Problem at Pollensa Bay by Agatha Christie – Book Review

A collection of eight short stories featuring Hercule Poirot as well as some of Christie’s less-known detectives. You could generously describe it as eclectic, but “random” feels far more accurate.

I wouldn’t say exactly that the publishers were scraping the bottom of the barrel with this collection, however it’s really hard to discern any organising principle here other than the rule of two: two stories each for Hercule Poirot, Mr Parker Pyne, and the duo of Mr Satterthwaite and Mr Harley Quin.

The two Poirot stories are mostly interesting for being early versions that were later reworked and improved on by Christie. The Second Gong is a locked-room mystery set in the country estate of an eccentric aristocrat, who fails to come out of his study in time for dinner. The plot and characters of the story are remarkably close to its later incarnation, a novella titled Dead Man’s Mirror, but the identity of the murderer was completely changed in the latter, and the motive was re-written for the better into something much more personal and powerful.

Yellow Iris meanwhile shares DNA with Sparkling Cyanide, a novel dealing with a suicide of a beautiful young woman that’s suspected to be a murder by her husband. In this early version, Poirot receives a phone call from a mysterious woman, who fears that something terrible is about to happen at a commemorative dinner for the host’s wife, who died of cyanide poisoning exactly four years ago. Interestingly, Christie ditched Poirot from the full-length novel; I like Sparkling Cyanide just fine without the little Belgian so fair call I guess.

I’ve already read the two Parker Pyne stories in the separate Pyne collection, but was happy to re-visit them regardless. In Problem at Pollensa Bay, Mr Pyne goes on a holiday to Majorca and ends up helping out a young couple with a disapproving mother problem. In The Regatta Mystery, Mr Pyne solves the puzzling disappearance of a precious diamond from a room that no one enters or leaves. I probably appreciated these two light and charming stories even more next to the stories that are obviously less fully formed and refined.

I wasn’t in the least surprised to learn that The Harlequin Tea Set, the first of Mr Quin stories in the collection, was written about four decades later than the rest, in 1971. It takes ages to get going and is padded out with rambling paragraphs characteristic of late-period Christie. It was still fun to catch up with Mr Satterthwaite and Mr Quin years after their memorable parting at the end of Harlequin’s Lane, and this reunion has more of the same eerie, slightly supernatural vibe that sets this series apart. Here, Mr Quin’s sudden re-appearance alerts Mr Satterthwaite that something is amiss with the family of an old friend he’s about to visit.

In the second story, The Love Detectives, Mr Satterthwaite is visiting his friend Colonel Melrose when they receive a shocking news of a murder close by, and who do they happen to pick up on the way but the mysterious Mr Quin, eternally preoccupied with lovers as well as death. Here, a couple of lovers each separately confess to murder… but what is really going on? I had a fair idea of what was going on, as would anyone who read Christie’s later novel, The Murder at the Vicarage, which has a virtually identical plot twist.

The remaining two stories are not mysteries and can be loosely described as the stories of women faced with a difficult choice; why they were included here is anyone’s guess. Next To A Dog, about a young woman who must choose between a loveless marriage and giving up her old beloved terrier, is a truly baffling story that seems to exist for no other reason than indulging Christie’s love for dogs in general and wire-haired terriers in particular. Magnolia Blossom explores the dilemma of a married woman, caught between the desire to run away with her lover and loyalty to her husband fallen on hard times. While it’s at least more focused than the dog story, it’s still a weird choice to wrap up this collection.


• _Exercise directions_
Exactly as they stand, set down the following records once more.

• _Data to use_
>>>>

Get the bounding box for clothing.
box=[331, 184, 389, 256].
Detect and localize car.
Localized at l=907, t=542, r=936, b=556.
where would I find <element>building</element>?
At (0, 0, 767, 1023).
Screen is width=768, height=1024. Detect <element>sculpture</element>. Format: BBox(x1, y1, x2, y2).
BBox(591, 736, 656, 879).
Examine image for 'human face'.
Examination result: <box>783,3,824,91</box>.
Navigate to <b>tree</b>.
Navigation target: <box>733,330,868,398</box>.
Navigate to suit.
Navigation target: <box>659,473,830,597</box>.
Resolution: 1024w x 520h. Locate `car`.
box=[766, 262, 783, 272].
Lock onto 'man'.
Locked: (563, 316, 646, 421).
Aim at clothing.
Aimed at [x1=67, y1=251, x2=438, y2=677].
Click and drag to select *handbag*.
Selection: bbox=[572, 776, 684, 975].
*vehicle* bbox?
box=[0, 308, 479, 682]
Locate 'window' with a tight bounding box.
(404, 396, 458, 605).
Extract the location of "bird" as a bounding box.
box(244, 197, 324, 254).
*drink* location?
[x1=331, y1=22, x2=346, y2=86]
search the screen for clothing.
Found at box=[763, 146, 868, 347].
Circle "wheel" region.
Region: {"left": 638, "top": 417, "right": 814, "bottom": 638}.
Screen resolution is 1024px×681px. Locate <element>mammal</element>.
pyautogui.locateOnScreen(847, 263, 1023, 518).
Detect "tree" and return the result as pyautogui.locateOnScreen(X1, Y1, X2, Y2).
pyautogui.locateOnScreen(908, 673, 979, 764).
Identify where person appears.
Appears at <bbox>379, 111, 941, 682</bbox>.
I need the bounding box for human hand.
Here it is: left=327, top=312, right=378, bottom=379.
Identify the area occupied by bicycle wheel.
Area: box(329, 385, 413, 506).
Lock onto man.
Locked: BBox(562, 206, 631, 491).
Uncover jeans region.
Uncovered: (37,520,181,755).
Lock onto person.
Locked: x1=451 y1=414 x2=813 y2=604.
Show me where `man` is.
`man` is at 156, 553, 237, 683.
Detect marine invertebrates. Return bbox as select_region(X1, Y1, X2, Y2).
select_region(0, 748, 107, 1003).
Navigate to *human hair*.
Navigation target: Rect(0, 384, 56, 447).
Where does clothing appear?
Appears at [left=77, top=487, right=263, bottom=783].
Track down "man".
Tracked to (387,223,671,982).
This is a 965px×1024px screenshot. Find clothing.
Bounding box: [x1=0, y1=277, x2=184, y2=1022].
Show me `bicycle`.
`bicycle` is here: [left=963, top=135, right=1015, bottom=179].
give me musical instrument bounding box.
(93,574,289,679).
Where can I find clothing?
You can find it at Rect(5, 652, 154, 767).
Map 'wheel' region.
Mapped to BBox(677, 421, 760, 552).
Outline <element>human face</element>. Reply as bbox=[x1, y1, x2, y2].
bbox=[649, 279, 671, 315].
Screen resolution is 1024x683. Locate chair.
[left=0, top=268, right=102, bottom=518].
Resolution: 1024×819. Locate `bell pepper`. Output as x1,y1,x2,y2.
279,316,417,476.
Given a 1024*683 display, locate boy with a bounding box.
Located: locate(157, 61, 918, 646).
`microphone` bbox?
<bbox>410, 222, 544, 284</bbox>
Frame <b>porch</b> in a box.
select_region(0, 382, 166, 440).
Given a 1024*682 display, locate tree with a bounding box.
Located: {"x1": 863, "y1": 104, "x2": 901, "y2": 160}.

<<<<

• _Solution to the problem_
Get the bounding box for clothing.
box=[331, 184, 389, 256].
Detect and localize car.
Localized at l=907, t=542, r=936, b=556.
where would I find <element>building</element>?
At (0, 0, 767, 1023).
Screen is width=768, height=1024. Detect <element>sculpture</element>. Format: BBox(x1, y1, x2, y2).
BBox(591, 736, 656, 879).
Examine image for 'human face'.
Examination result: <box>783,3,824,91</box>.
Navigate to <b>tree</b>.
Navigation target: <box>733,330,868,398</box>.
Navigate to suit.
Navigation target: <box>659,473,830,597</box>.
Resolution: 1024w x 520h. Locate `car`.
box=[766, 262, 783, 272].
Lock onto 'man'.
Locked: (563, 316, 646, 421).
Aim at clothing.
Aimed at [x1=67, y1=251, x2=438, y2=677].
Click and drag to select *handbag*.
Selection: bbox=[572, 776, 684, 975].
*vehicle* bbox?
box=[0, 308, 479, 682]
Locate 'window' with a tight bounding box.
(404, 396, 458, 605).
Extract the location of "bird" as a bounding box.
box(244, 197, 324, 254).
*drink* location?
[x1=331, y1=22, x2=346, y2=86]
search the screen for clothing.
Found at box=[763, 146, 868, 347].
Circle "wheel" region.
Region: {"left": 638, "top": 417, "right": 814, "bottom": 638}.
Screen resolution is 1024px×681px. Locate <element>mammal</element>.
pyautogui.locateOnScreen(847, 263, 1023, 518).
Detect "tree" and return the result as pyautogui.locateOnScreen(X1, Y1, X2, Y2).
pyautogui.locateOnScreen(908, 673, 979, 764).
Identify where person appears.
Appears at <bbox>379, 111, 941, 682</bbox>.
I need the bounding box for human hand.
Here it is: left=327, top=312, right=378, bottom=379.
Identify the area occupied by bicycle wheel.
Area: box(329, 385, 413, 506).
Lock onto man.
Locked: BBox(562, 206, 631, 491).
Uncover jeans region.
Uncovered: (37,520,181,755).
Lock onto person.
Locked: x1=451 y1=414 x2=813 y2=604.
Show me where `man` is.
`man` is at 156, 553, 237, 683.
Detect marine invertebrates. Return bbox as select_region(X1, Y1, X2, Y2).
select_region(0, 748, 107, 1003).
Navigate to *human hair*.
Navigation target: Rect(0, 384, 56, 447).
Where does clothing appear?
Appears at [left=77, top=487, right=263, bottom=783].
Track down "man".
Tracked to (387,223,671,982).
This is a 965px×1024px screenshot. Find clothing.
Bounding box: [x1=0, y1=277, x2=184, y2=1022].
Show me `bicycle`.
`bicycle` is here: [left=963, top=135, right=1015, bottom=179].
give me musical instrument bounding box.
(93,574,289,679).
Where can I find clothing?
You can find it at Rect(5, 652, 154, 767).
Map 'wheel' region.
Mapped to BBox(677, 421, 760, 552).
Outline <element>human face</element>. Reply as bbox=[x1, y1, x2, y2].
bbox=[649, 279, 671, 315].
Screen resolution is 1024x683. Locate chair.
[left=0, top=268, right=102, bottom=518].
Resolution: 1024×819. Locate `bell pepper`. Output as x1,y1,x2,y2.
279,316,417,476.
Given a 1024*683 display, locate boy with a bounding box.
Located: locate(157, 61, 918, 646).
`microphone` bbox?
<bbox>410, 222, 544, 284</bbox>
Frame <b>porch</b> in a box.
select_region(0, 382, 166, 440).
Given a 1024*682 display, locate tree with a bounding box.
Located: {"x1": 863, "y1": 104, "x2": 901, "y2": 160}.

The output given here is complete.